The tight end the right turned against: why Travis Kelce is the man for Taylor Swift

Travis Kelce’s star power has long been known to sports fans. But the rest of the world has caught up since the start of his relationship with the pop icon Taylor Swift. And this pairing actually makes perfect sense – so much so that the Guardian has broken down a couple of big reasons why.

It’s not just that Kelce’s play at the tight end position for the Kansas City Chiefs has earned him four coveted First-Team Associated Press All-Pro selections and positioned him to pursue a third NFL championship in Sunday’s Super Bowl.

Those laurels established Kelce as a superstar in his own right in the most powerful US sports league. And they vaulted him to a level of fame and fortune independent from his association with Swift, who is 34, like him.

Yet what has also apparently been key for Kelce in his courtship of Swift are his political beliefs. They are more progressive than those held by nearly every other prominent white American professional athlete – and therefore line up comfortably with those of the singer and most of the so-called Swifties who support her.

One of his more notable political expressions came exactly six years before Swift attended her first Chiefs game in support of him. On that afternoon of 24 September 2017, Kelce followed Colin Kaepernick’s lead and took a knee during the pre-game national anthem ceremony in support of teammates who were protesting racist police brutality, which in the US disproportionately afflicts Black people.

Within the fraternity of NFL players, that sign of support for the Black Lives Matter movement makes sense. More than half of the league’s athletes are Black, including Patrick Mahomes, from whom Kelce has caught a total of more than 700 passes and 70 touchdowns heading into Sunday’s title showdown with the San Francisco 49ers.

However, that didn’t stop Donald Trump – the president at the time – from leading Republicans’ demands for NFL teams to cut any players who protest by kneeling.

Kelce has used a handful of occasions since then to show his willingness to take stands, even if it means placing himself in the crosshairs of the US’s political right. Just weeks after American conservatives mounted a boycott against Bud Light because it published an advertisement featuring transgender social media influencer, Dylan Mulvaney, Kelce agreed to appear in a commercial for the beer maker.

Meanwhile, the Cleveland, Ohio, native has also advocated for Americans to be vaccinated against the flu and Covid-19 viruses, including in a commercial campaign for the pharmaceutical company Pfizer that began around the same time as his relationship with Swift.

Kelce’s Bud Light spot stopped well short of expressing support for Mulvaney and seemed more geared toward winning the beer maker back some of the sales that it had lost amid the transphobic boycott. And Kelce’s work for Pfizer reportedly netted him about $20m, a figure most would probably accept in exchange for incensing vaccine skeptics.

Yet it’s clear those decisions left the US right wing feeling called out by him. In December, the Ultimate Fighting Championship featherweight contender Colby Covington – an unabashed Trump supporter – publicly called Kelce “one of the biggest pieces of shit of all time”.

For his part, the New York Jets quarterback, former Super Bowl champion and anti-vax skeptic Aaron Rodgers disparagingly referred to Kelce as “Mr Pfizer” before challenging him to debate vaccines on the Pat McAfee Show.

Kelce ignored the invitation and expressed sympathy for whatever Rodgers must have been going through while missing most of the 2023 NFL season with a torn achilles tendon. (Rodgers then went on to lose his regular guest appearance gig on the Pat McAfee Show, which is reported to have earned him $1m a year, for accusing comedian Jimmy Kimmel of feeling “nervous” about being connected to the late sex trafficker Jeffrey Epstein.)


The required response is the number of lines in the entries that include the word "button", with nothing added.

MATERIAL SUPPLIED Start Marker

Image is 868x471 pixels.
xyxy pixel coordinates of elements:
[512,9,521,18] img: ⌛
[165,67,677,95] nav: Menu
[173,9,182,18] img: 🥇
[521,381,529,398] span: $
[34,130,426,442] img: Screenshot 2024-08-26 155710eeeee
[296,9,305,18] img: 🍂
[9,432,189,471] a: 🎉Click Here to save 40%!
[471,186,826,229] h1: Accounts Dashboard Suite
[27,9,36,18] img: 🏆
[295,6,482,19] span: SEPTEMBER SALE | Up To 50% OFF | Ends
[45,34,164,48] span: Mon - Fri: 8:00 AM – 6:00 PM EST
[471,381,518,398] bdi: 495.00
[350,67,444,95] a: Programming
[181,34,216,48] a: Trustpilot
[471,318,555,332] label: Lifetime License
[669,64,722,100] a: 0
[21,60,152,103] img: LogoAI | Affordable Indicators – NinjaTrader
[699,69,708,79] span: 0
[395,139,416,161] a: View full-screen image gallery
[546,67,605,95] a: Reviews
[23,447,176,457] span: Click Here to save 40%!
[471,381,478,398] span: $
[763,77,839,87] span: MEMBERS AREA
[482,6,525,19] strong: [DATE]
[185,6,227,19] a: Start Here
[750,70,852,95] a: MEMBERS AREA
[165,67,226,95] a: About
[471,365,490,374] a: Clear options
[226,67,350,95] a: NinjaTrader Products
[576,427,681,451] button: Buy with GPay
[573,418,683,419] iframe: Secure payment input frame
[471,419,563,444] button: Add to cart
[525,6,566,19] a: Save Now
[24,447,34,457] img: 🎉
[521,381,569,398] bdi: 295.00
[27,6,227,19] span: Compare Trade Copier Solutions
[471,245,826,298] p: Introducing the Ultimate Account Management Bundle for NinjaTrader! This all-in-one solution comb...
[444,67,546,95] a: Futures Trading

MATERIAL SUPPLIED End Marker

- TASK ANSWER -
2